Trump’s Zig-Zagging On Health Care Back To Zig. For Now.

WASHINGTON – If you don’t like what President Donald Trump said about the Republican health care plan Monday afternoon, don’t worry about it.

If recent months are any guide, he’ll have a new take on it soon. Probably really soon. Like maybe even tomorrow.

From the very start of his administration, Trump has veered between demanding that his predecessor’s health care law be repealed at once to claiming near indifference, that he would simply let the Affordable Care Act fail on its own.

“He has no understanding of the issue of health care,” said Rice University presidential historian Douglas Brinkley, adding that Trump is merely trying to position himself so he can blame Senate Republicans if the repeal does not happen. “Whatever he’s doing is just show-biz.”

On Monday, Trump’s stage was the White House. He gathered together several families who he said had been hurt by former President Barack Obama’s signature legislative achievement, and then read a short speech urging GOP lawmakers to act.

“Any senator who votes against starting debate is telling America that you are fine with the Obamacare nightmare, which is what it is,” Trump said, once again on the “act now” tack. “For Senate Republicans, this is their chance to keep their promise. Over and over again, they said repeal and replace, repeal and replace.”

Yet that comes only six days after Trump said with seeming petulance that Democrats were to blame for the legislation’s failure to move in the Senate. “We’re probably in that position where we’ll let Obamacare fail,” he said. “We’re not going to own it. I’m not going to own it. I can tell you the Republicans are not going to own it. We’ll let Obamacare fail and then the Democrats are going to come to us.”

The mixed messages now are a replay of his inconstant approach as House Speaker Paul Ryan worked to get a version of the bill through his chamber in the spring. For weeks, Trump exuded confidence, only to agree to Ryan’s March 24 recommendation to yank the bill from the floor when it became clear he lacked the votes to pass it.

Trump reacted with bitterness then, too. “This is not a Republican health care, this is not anything but a Democrat health care. And they have Obamacare for a little while longer, until it ceases to exist, which it will at some point in the near future. And just remember this is not our bill, this is their bill,” he said that afternoon, adding that he was moving on to tax reform, which he said he wanted to do first all along.

When Ryan modified the House bill enough to assuage some of his most conservative members to support it and was able to squeak it through on a 217-213 vote in early May, Trump was so triumphant that he invited all Republican House members to the White House Rose Garden for a celebration typically reserved for bill signings.

Yet five weeks later, Trump was criticizing that exact bill as “too mean” in a closed-door meeting with Republican senators and urged them to write a version with more money and which was more “generous” and “had heart.”

Trump’s scattershot approach to passing the GOP health care legislation might have been foreseen in his varying views on health care generally during the campaign.

Trump promised both a guarantee of health care for everyone as well as lower health insurance premiums, more choice in doctors and reduced out-of-pocket costs. “You’re going to have such great health care at a tiny fraction of the cost, and it’s going to be so easy,” he said last October.

What’s more, Trump promised this combination of mutually exclusive features in record time. “We will do it, and we will do it quickly,” he said in November.

Conservative writer Ramesh Ponnuru, a senior editor at National Review and a visiting fellow at the American Enterprise Institute, said Trump’s difficulties today stem from his failure to study the issue last year the way primary opponents like Jeb Bush or John Kasich had.

“He can’t, for example, make the case for the bill, or horse-trade its provisions in calls with senators,” Ponnuru said. “President Obama could have done that, and Bush and Kasich could have done that too.”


- [WHAT THE TASK REQUIRES] When you find the word "still" in a line of the entries, please copy the whole line.

RECORDS FOR THE TASK Start Marker

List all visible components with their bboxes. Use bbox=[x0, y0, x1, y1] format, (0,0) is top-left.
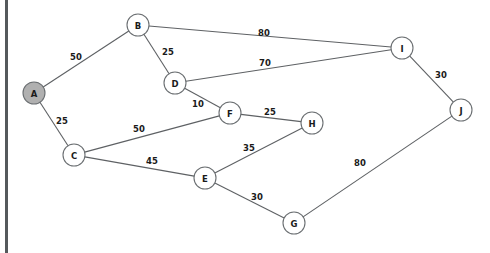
graph-node-d[interactable]: D bbox=[164, 72, 186, 94]
edge-weight-b-i: 80 bbox=[258, 28, 270, 38]
graph-edge-e-h bbox=[215, 128, 302, 173]
edge-weight-e-h: 35 bbox=[243, 143, 255, 153]
node-label-c: C bbox=[71, 151, 77, 161]
edge-weight-e-g: 30 bbox=[251, 192, 263, 202]
edge-weight-a-b: 50 bbox=[70, 52, 82, 62]
graph-edge-c-e bbox=[85, 157, 194, 176]
edge-weight-a-c: 25 bbox=[56, 116, 68, 126]
graph-edge-d-i bbox=[186, 50, 391, 82]
graph-edge-e-g bbox=[215, 183, 284, 218]
edges-layer bbox=[40, 26, 453, 218]
edge-weight-d-f: 10 bbox=[192, 99, 204, 109]
node-label-g: G bbox=[291, 219, 298, 229]
edge-weight-i-j: 30 bbox=[435, 70, 447, 80]
graph-node-c[interactable]: C bbox=[63, 144, 85, 166]
node-label-f: F bbox=[227, 109, 233, 119]
node-label-a: A bbox=[31, 89, 38, 99]
graph-svg: 50252580701050452535308030 ABCDEFGHIJ bbox=[0, 0, 490, 253]
edge-labels-layer: 50252580701050452535308030 bbox=[56, 28, 447, 202]
graph-edge-b-i bbox=[149, 26, 391, 47]
graph-node-i[interactable]: I bbox=[391, 37, 413, 59]
node-label-j: J bbox=[458, 106, 462, 116]
node-label-h: H bbox=[308, 119, 315, 129]
graph-node-g[interactable]: G bbox=[283, 212, 305, 234]
graph-node-b[interactable]: B bbox=[127, 14, 149, 36]
graph-node-h[interactable]: H bbox=[301, 112, 323, 134]
graph-node-f[interactable]: F bbox=[219, 102, 241, 124]
edge-weight-f-h: 25 bbox=[264, 107, 276, 117]
edge-weight-c-e: 45 bbox=[146, 156, 158, 166]
graph-node-e[interactable]: E bbox=[194, 167, 216, 189]
node-label-b: B bbox=[135, 21, 141, 31]
edge-weight-b-d: 25 bbox=[162, 47, 174, 57]
graph-edge-a-b bbox=[43, 31, 129, 87]
graph-edge-c-f bbox=[85, 116, 220, 152]
graph-node-j[interactable]: J bbox=[450, 99, 472, 121]
graph-node-a[interactable]: A bbox=[23, 82, 45, 104]
graph-edge-g-j bbox=[303, 116, 452, 217]
diagram-canvas: 50252580701050452535308030 ABCDEFGHIJ bbox=[0, 0, 490, 253]
node-label-e: E bbox=[202, 174, 208, 184]
edge-weight-c-f: 50 bbox=[133, 124, 145, 134]
node-label-i: I bbox=[400, 44, 403, 54]
nodes-layer: ABCDEFGHIJ bbox=[23, 14, 472, 234]
edge-weight-d-i: 70 bbox=[259, 58, 271, 68]
node-label-d: D bbox=[171, 79, 178, 89]
edge-weight-g-j: 80 bbox=[354, 158, 366, 168]
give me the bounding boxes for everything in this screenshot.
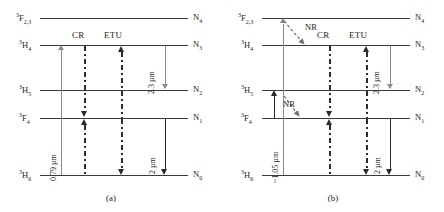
emission-2-label: 2 µm bbox=[373, 157, 382, 174]
cr-down-line bbox=[329, 46, 331, 112]
emission-23-line bbox=[390, 46, 391, 85]
etu-up-arrowhead bbox=[118, 46, 124, 52]
etu-down-line bbox=[121, 119, 123, 169]
etu-label: ETU bbox=[104, 30, 122, 40]
population-label-n0: N0 bbox=[193, 170, 202, 181]
pump-arrow-line bbox=[61, 50, 62, 175]
population-label-n1: N1 bbox=[193, 113, 202, 124]
population-index: 2 bbox=[199, 90, 202, 96]
level-label-n2: 3H5 bbox=[19, 84, 31, 97]
emission-2-label: 2 µm bbox=[148, 157, 157, 174]
cr-up-arrowhead bbox=[326, 119, 332, 125]
emission-2-arrowhead bbox=[161, 169, 167, 175]
panel-a: 3F2,3 3H4 3H5 3F4 3H6 N4 N3 N2 N1 N0 0.7… bbox=[0, 0, 222, 212]
emission-23-label: 2.3 µm bbox=[372, 71, 381, 94]
cr-up-arrowhead bbox=[81, 119, 87, 125]
cr-label: CR bbox=[72, 30, 85, 40]
etu-up-line bbox=[121, 52, 123, 118]
cr-down-line bbox=[84, 46, 86, 112]
population-index: 1 bbox=[199, 118, 202, 124]
term-subscript: 5 bbox=[28, 91, 31, 97]
etu-down-line bbox=[366, 119, 368, 169]
level-label-n3: 3H4 bbox=[19, 39, 31, 52]
population-index: 4 bbox=[199, 18, 202, 24]
population-label-n4: N4 bbox=[193, 13, 202, 24]
nr-feed-arrowhead bbox=[271, 90, 277, 96]
cr-down-arrowhead bbox=[326, 111, 332, 117]
nr-lower-label: NR bbox=[283, 99, 295, 109]
term-subscript: 4 bbox=[28, 46, 31, 52]
emission-23-arrowhead bbox=[387, 84, 393, 89]
level-label-n0: 3H6 bbox=[19, 169, 31, 182]
emission-23-label: 2.3 µm bbox=[147, 71, 156, 94]
emission-2-arrowhead bbox=[386, 169, 392, 175]
population-index: 3 bbox=[199, 45, 202, 51]
energy-level-n4 bbox=[40, 18, 188, 19]
etu-label: ETU bbox=[349, 30, 367, 40]
etu-up-arrowhead bbox=[363, 46, 369, 52]
emission-2-line bbox=[165, 119, 166, 170]
term-subscript: 4 bbox=[27, 119, 30, 125]
cr-up-line bbox=[84, 125, 86, 175]
cr-down-arrowhead bbox=[81, 111, 87, 117]
pump-arrow-head bbox=[58, 45, 64, 50]
nr-lower-arrow bbox=[222, 0, 444, 212]
population-label-n2: N2 bbox=[193, 85, 202, 96]
nr-feed-line bbox=[274, 96, 275, 118]
population-index: 0 bbox=[199, 175, 202, 181]
emission-23-line bbox=[165, 46, 166, 85]
energy-level-n0 bbox=[40, 175, 188, 176]
etu-down-arrowhead bbox=[363, 169, 369, 175]
pump-wavelength-label: 0.79 µm bbox=[49, 154, 58, 181]
cr-up-line bbox=[329, 125, 331, 175]
etu-down-arrowhead bbox=[118, 169, 124, 175]
panel-b-caption: (b) bbox=[313, 193, 353, 203]
cr-label: CR bbox=[317, 30, 330, 40]
level-label-n1: 3F4 bbox=[19, 112, 30, 125]
panel-a-caption: (a) bbox=[91, 193, 131, 203]
panel-b: 3F2,3 3H4 3H5 3F4 3H6 N4 N3 N2 N1 N0 ~1.… bbox=[222, 0, 444, 212]
energy-level-n2 bbox=[40, 90, 188, 91]
term-subscript: 2,3 bbox=[24, 19, 32, 25]
population-label-n3: N3 bbox=[193, 40, 202, 51]
term-subscript: 6 bbox=[28, 176, 31, 182]
emission-23-arrowhead bbox=[162, 84, 168, 89]
level-label-n4: 3F2,3 bbox=[16, 12, 31, 25]
emission-2-line bbox=[390, 119, 391, 170]
etu-up-line bbox=[366, 52, 368, 118]
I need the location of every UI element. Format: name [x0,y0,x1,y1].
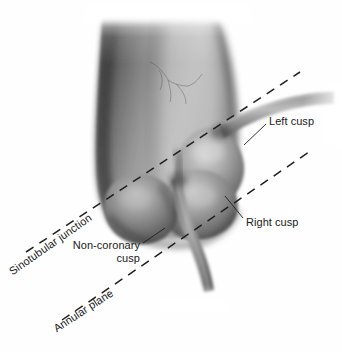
label-non-coronary-cusp: Non-coronarycusp [64,239,140,265]
aortic-root-drawing [0,0,342,352]
aortic-root-figure: Left cusp Right cusp Non-coronarycusp Si… [0,0,342,352]
label-non-coronary-cusp-line2: cusp [117,252,140,264]
aorta-top-cut [86,6,250,22]
label-non-coronary-cusp-line1: Non-coronary [73,239,140,251]
label-left-cusp: Left cusp [269,115,314,128]
label-right-cusp: Right cusp [246,216,298,229]
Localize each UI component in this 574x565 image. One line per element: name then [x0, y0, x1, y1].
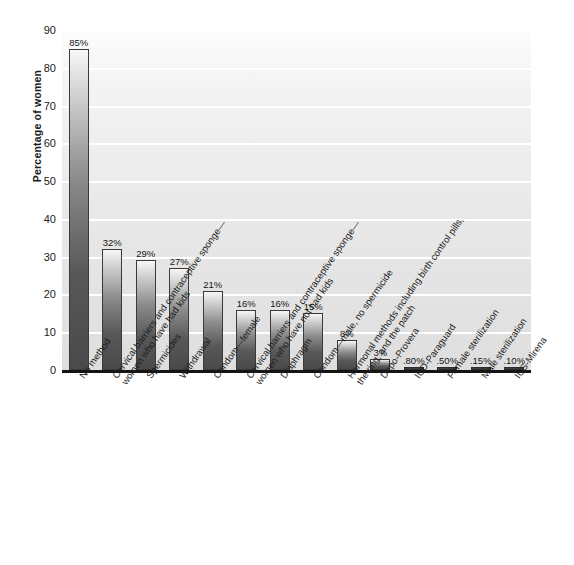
- y-tick-label: 50: [44, 175, 56, 187]
- bar: [69, 49, 89, 370]
- bar-chart: Percentage of women 9080706050403020100 …: [0, 0, 574, 565]
- y-tick-label: 0: [50, 364, 56, 376]
- y-tick-label: 90: [44, 24, 56, 36]
- bar-value-label: 32%: [89, 237, 135, 248]
- y-tick-label: 70: [44, 100, 56, 112]
- x-axis-tick-labels: No methodCervical barriers and contracep…: [62, 374, 531, 554]
- y-tick-label: 40: [44, 213, 56, 225]
- y-tick-label: 10: [44, 326, 56, 338]
- y-tick-label: 30: [44, 251, 56, 263]
- bar-value-label: 85%: [56, 37, 102, 48]
- y-tick-label: 80: [44, 62, 56, 74]
- y-axis-tick-labels: 9080706050403020100: [28, 30, 60, 370]
- y-tick-label: 60: [44, 137, 56, 149]
- y-tick-label: 20: [44, 288, 56, 300]
- bar: [203, 291, 223, 370]
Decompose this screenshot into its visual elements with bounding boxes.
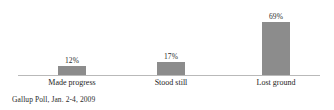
bar-value-label: 17% [121,52,221,61]
bar-category-label: Made progress [22,77,122,88]
bar-group-lost-ground: 69% Lost ground [226,0,326,92]
bar-rect [157,62,185,75]
bar-rect [58,66,86,75]
bar-group-made-progress: 12% Made progress [22,0,122,92]
plot-area: 12% Made progress 17% Stood still 69% Lo… [0,0,334,92]
bar-rect [262,22,290,75]
bar-group-stood-still: 17% Stood still [121,0,221,92]
bar-value-label: 69% [226,12,326,21]
bar-value-label: 12% [22,56,122,65]
source-caption: Gallup Poll, Jan. 2-4, 2009 [12,95,95,104]
bar-chart-figure: 12% Made progress 17% Stood still 69% Lo… [0,0,334,110]
bar-category-label: Lost ground [226,77,326,88]
bar-category-label: Stood still [121,77,221,88]
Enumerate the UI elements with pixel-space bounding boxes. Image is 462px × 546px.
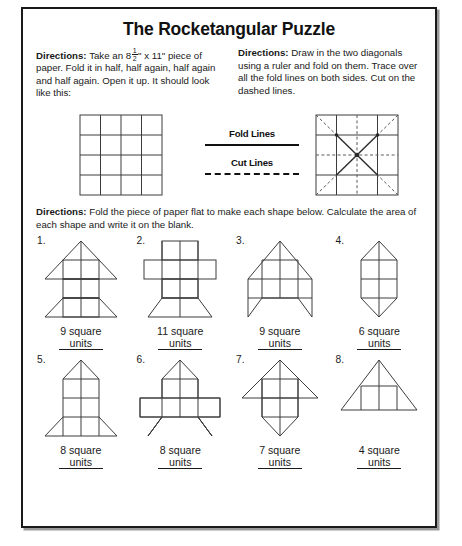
directions-right-label: Directions: (238, 47, 289, 58)
shape-answer-7: 7 square units (230, 444, 330, 469)
shapes-row-1: 1. 9 square units (23, 231, 435, 350)
shape-answer-3-line1: 9 square (259, 325, 300, 337)
fold-line-sample (205, 144, 299, 146)
shape-answer-2-line2: units (158, 337, 202, 350)
shape-art-4 (330, 235, 430, 325)
directions-bottom: Directions: Fold the piece of paper flat… (23, 204, 435, 231)
cut-line-sample (205, 173, 299, 175)
fraction-one-half: 12 (132, 47, 138, 62)
shape-number-8: 8. (336, 354, 345, 365)
directions-left-label: Directions: (36, 50, 87, 61)
folded-paper-grid (79, 114, 163, 196)
shape-art-3 (230, 235, 330, 325)
shape-item-5: 5. 8 square units (31, 354, 131, 469)
shape-answer-6-line1: 8 square (160, 444, 201, 456)
shape-answer-4: 6 square units (330, 325, 430, 350)
directions-left-text-a: Take an 8 (87, 50, 132, 61)
directions-bottom-text: Fold the piece of paper flat to make eac… (36, 206, 416, 230)
shape-answer-1: 9 square units (31, 325, 131, 350)
shape-answer-8: 4 square units (330, 444, 430, 469)
shape-answer-1-line1: 9 square (60, 325, 101, 337)
shape-art-6 (131, 354, 231, 444)
fraction-numerator: 1 (132, 47, 138, 55)
shape-number-4: 4. (336, 235, 345, 246)
shape-answer-5: 8 square units (31, 444, 131, 469)
shape-number-3: 3. (236, 235, 245, 246)
fraction-denominator: 2 (132, 55, 138, 62)
shape-item-3: 3. 9 square units (230, 235, 330, 350)
directions-bottom-label: Directions: (36, 206, 87, 217)
shape-number-7: 7. (236, 354, 245, 365)
shape-answer-2-line1: 11 square (157, 325, 203, 337)
legend: Fold Lines Cut Lines (203, 128, 301, 175)
shape-answer-4-line1: 6 square (359, 325, 400, 337)
shape-answer-8-line1: 4 square (359, 444, 400, 456)
shape-answer-3: 9 square units (230, 325, 330, 350)
fold-lines-label: Fold Lines (203, 128, 301, 139)
shape-art-2 (131, 235, 231, 325)
shape-answer-2: 11 square units (131, 325, 231, 350)
shape-item-6: 6. 8 square (131, 354, 231, 469)
shape-answer-6: 8 square units (131, 444, 231, 469)
shape-answer-4-line2: units (357, 337, 401, 350)
directions-row-top: Directions: Take an 812" x 11" piece of … (23, 40, 435, 100)
shape-art-8 (330, 354, 430, 444)
shape-answer-7-line1: 7 square (259, 444, 300, 456)
shape-art-5 (31, 354, 131, 444)
shape-number-1: 1. (37, 235, 46, 246)
directions-left: Directions: Take an 812" x 11" piece of … (36, 47, 226, 100)
shape-answer-5-line2: units (59, 456, 103, 469)
shape-number-6: 6. (137, 354, 146, 365)
shape-answer-3-line2: units (258, 337, 302, 350)
shape-art-7 (230, 354, 330, 444)
cut-lines-label: Cut Lines (203, 157, 301, 168)
shape-answer-7-line2: units (258, 456, 302, 469)
middle-band: Fold Lines Cut Lines (23, 106, 435, 204)
shape-number-5: 5. (37, 354, 46, 365)
shapes-row-2: 5. 8 square units (23, 350, 435, 469)
worksheet-page: The Rocketangular Puzzle Directions: Tak… (21, 7, 437, 528)
shape-answer-6-line2: units (158, 456, 202, 469)
shape-item-8: 8. 4 square units (330, 354, 430, 469)
shape-answer-5-line1: 8 square (60, 444, 101, 456)
shape-item-7: 7. 7 square units (230, 354, 330, 469)
shape-item-1: 1. 9 square units (31, 235, 131, 350)
shape-art-1 (31, 235, 131, 325)
shape-number-2: 2. (137, 235, 146, 246)
shape-item-4: 4. 6 square units (330, 235, 430, 350)
directions-right: Directions: Draw in the two diagonals us… (238, 47, 423, 100)
shape-answer-8-line2: units (357, 456, 401, 469)
shape-item-2: 2. 11 square (131, 235, 231, 350)
diagonal-fold-diagram (315, 114, 399, 196)
page-title: The Rocketangular Puzzle (23, 19, 435, 40)
shape-answer-1-line2: units (59, 337, 103, 350)
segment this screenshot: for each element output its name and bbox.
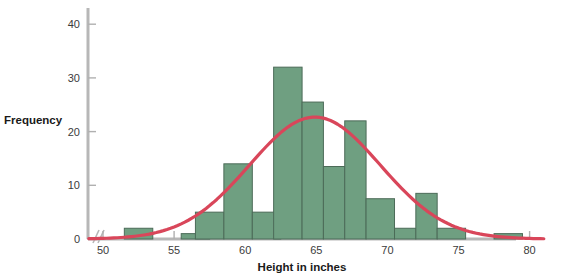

RECORDS FOR THE TASK End Marker

- [THE COMPLETED TASK]
plot-area: 12% Made progress 17% Stood still 69% Lo… [0,0,334,92]
bar-group-stood-still: 17% Stood still [121,0,221,92]
bar-chart-figure: 12% Made progress 17% Stood still 69% Lo… [0,0,334,110]
bar-category-label: Stood still [121,77,221,88]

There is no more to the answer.